## Problem description
Exactly transcribe the span of lines from the one containing "Locate an element on the screen. The" through the final line of the entries, inclusive, and nothing outside it. Exclude the pictures.
Segment Start: The records
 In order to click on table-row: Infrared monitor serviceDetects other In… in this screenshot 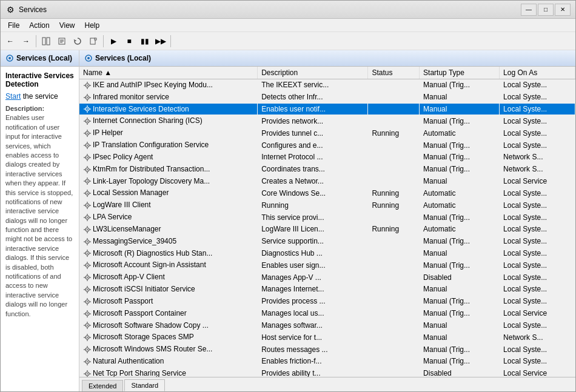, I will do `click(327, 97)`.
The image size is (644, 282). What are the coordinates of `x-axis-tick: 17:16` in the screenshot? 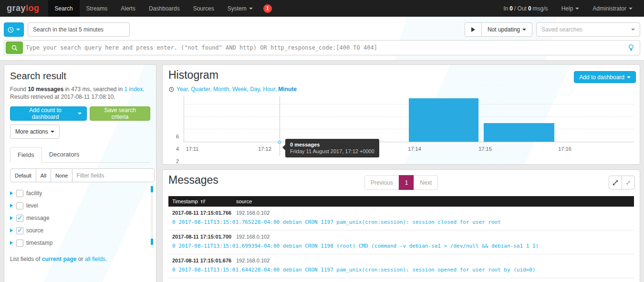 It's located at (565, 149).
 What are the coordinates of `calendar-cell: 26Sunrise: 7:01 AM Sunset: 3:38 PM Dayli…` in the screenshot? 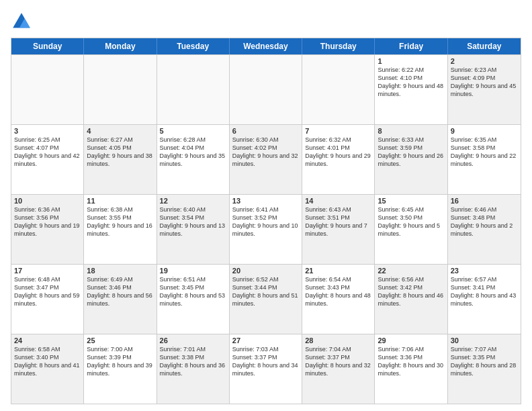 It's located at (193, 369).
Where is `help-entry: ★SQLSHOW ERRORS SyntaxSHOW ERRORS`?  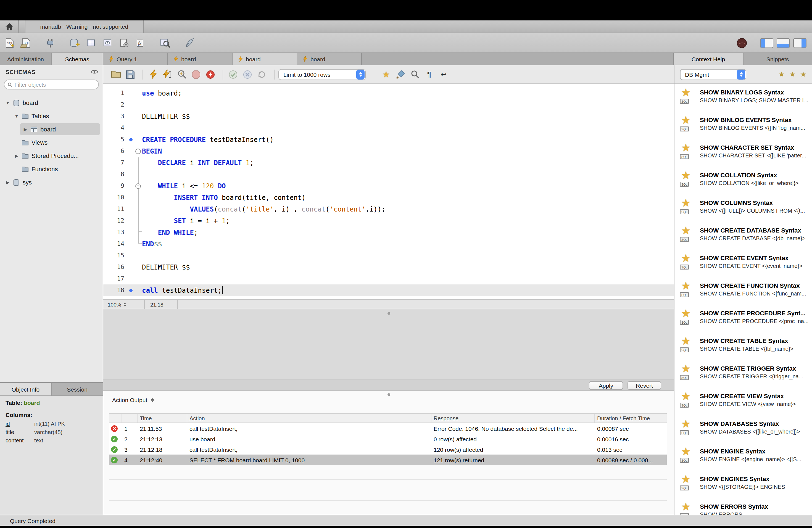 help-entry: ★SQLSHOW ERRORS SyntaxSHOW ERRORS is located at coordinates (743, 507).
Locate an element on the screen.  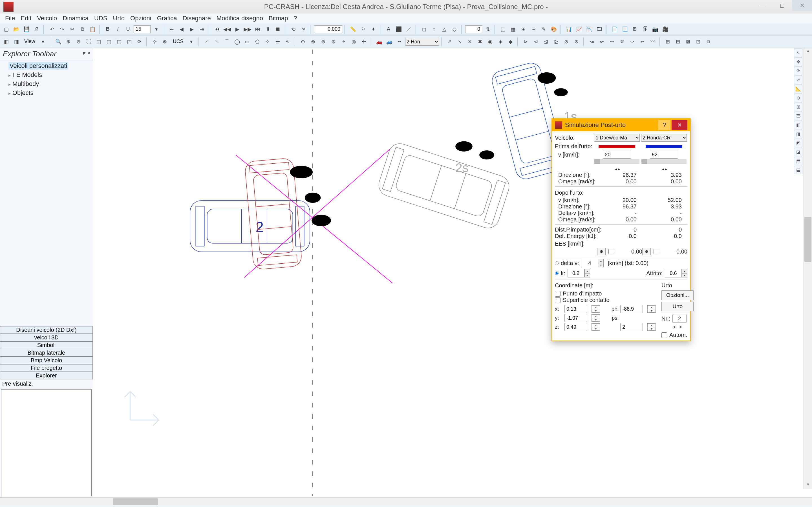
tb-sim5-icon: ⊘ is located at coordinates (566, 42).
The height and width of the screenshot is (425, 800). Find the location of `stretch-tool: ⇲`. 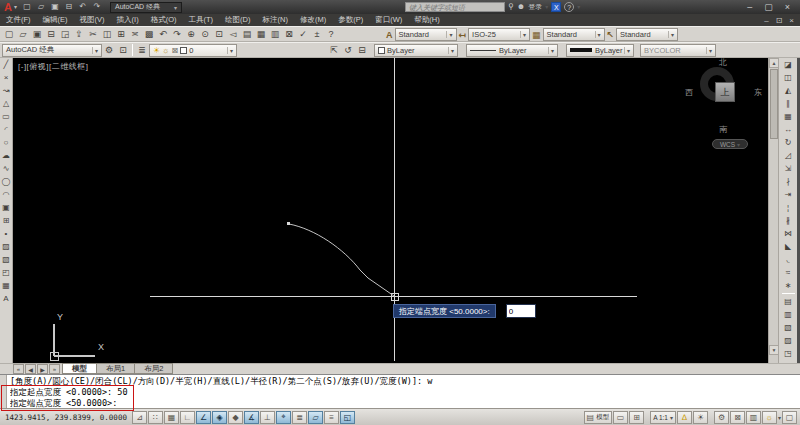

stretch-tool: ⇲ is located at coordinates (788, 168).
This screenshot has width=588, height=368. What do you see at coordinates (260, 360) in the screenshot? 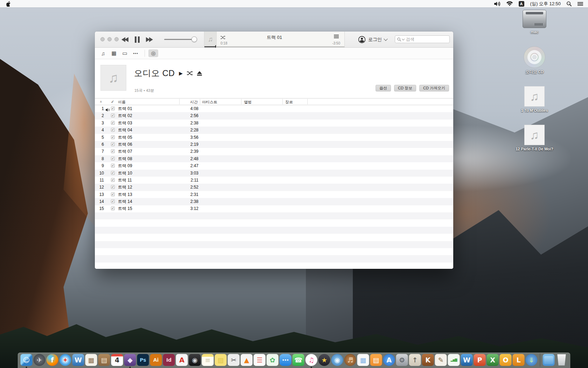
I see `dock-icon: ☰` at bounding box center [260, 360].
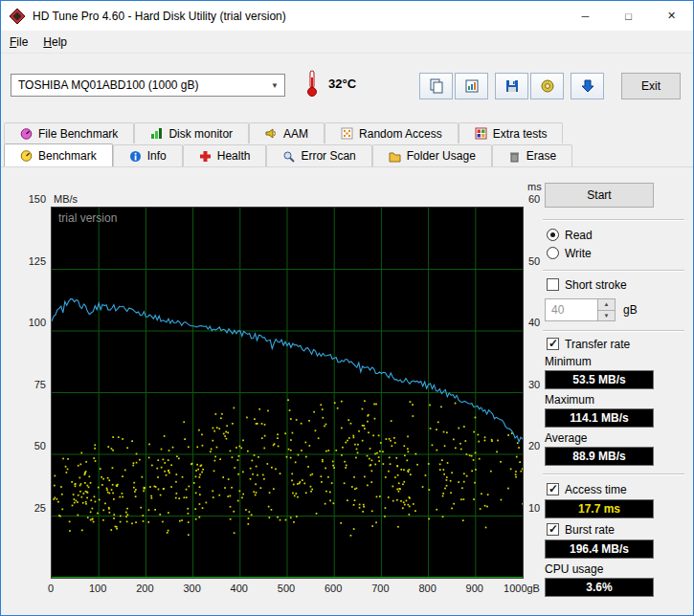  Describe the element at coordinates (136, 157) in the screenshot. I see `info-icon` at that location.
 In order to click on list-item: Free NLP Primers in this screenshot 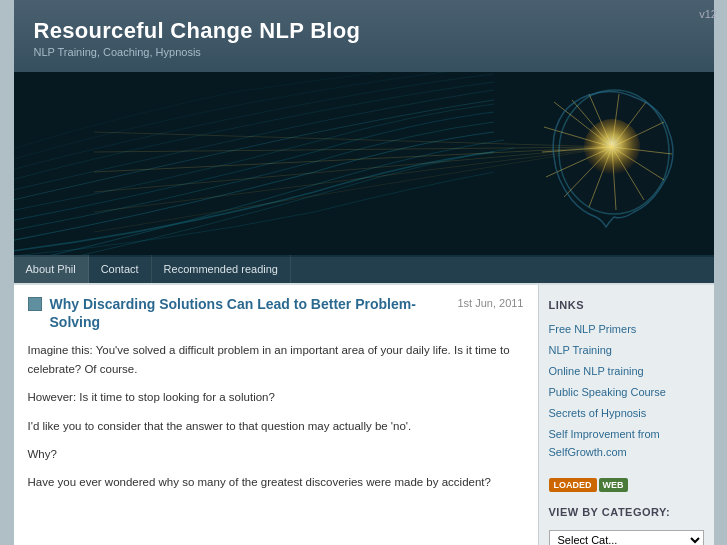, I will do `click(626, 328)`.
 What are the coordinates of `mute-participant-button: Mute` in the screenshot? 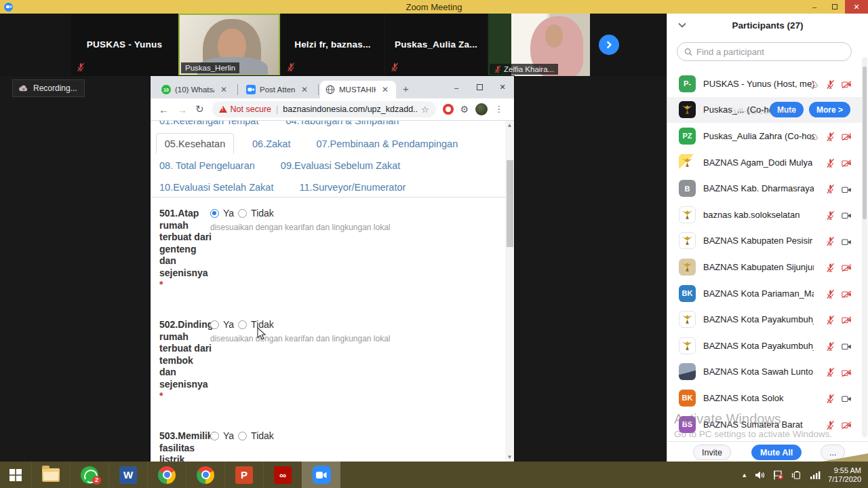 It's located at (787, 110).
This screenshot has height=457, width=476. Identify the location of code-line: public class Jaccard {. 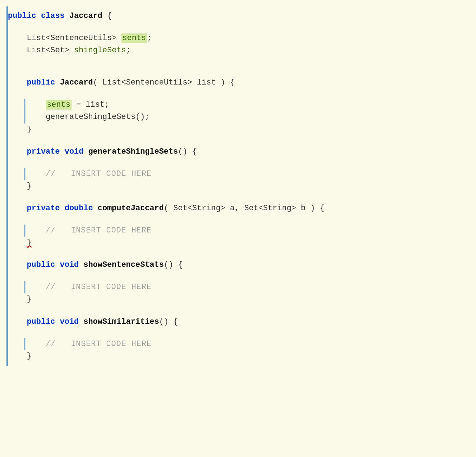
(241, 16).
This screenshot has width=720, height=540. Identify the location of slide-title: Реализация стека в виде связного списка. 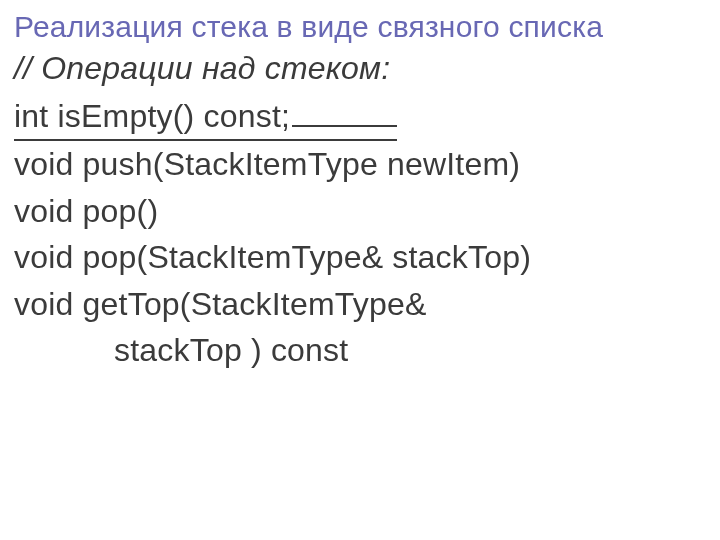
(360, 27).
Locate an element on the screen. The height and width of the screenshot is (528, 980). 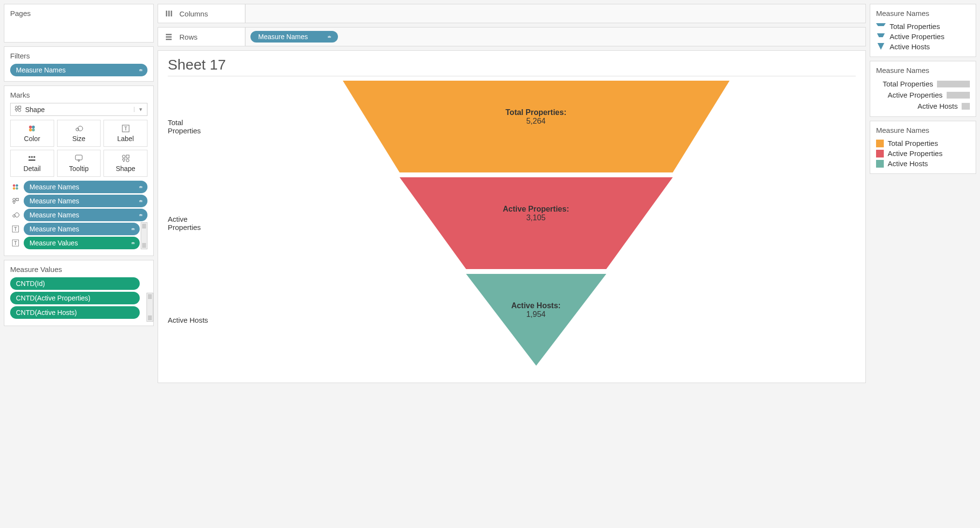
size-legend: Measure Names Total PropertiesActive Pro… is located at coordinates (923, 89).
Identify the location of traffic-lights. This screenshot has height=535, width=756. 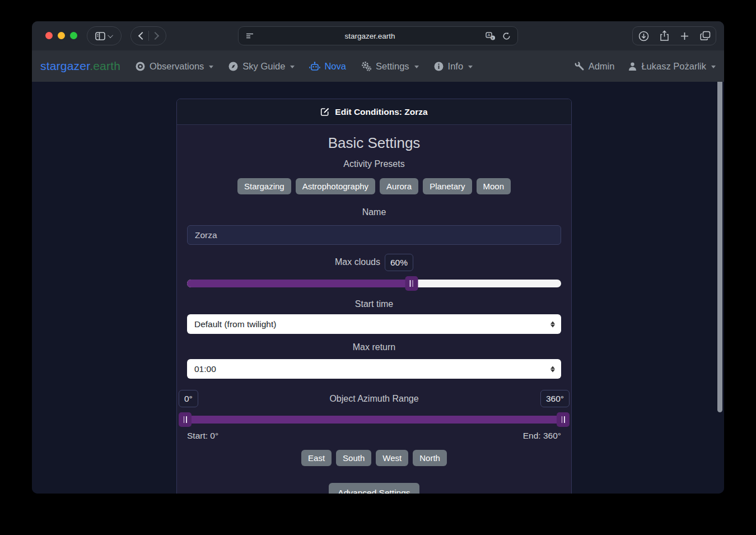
Segment End: The records
## Solution below
Locate an element on the screen. The height and width of the screenshot is (528, 980). 
size-legend: Measure Names Total PropertiesActive Pro… is located at coordinates (923, 89).
Identify the location of traffic-lights. This screenshot has height=535, width=756. 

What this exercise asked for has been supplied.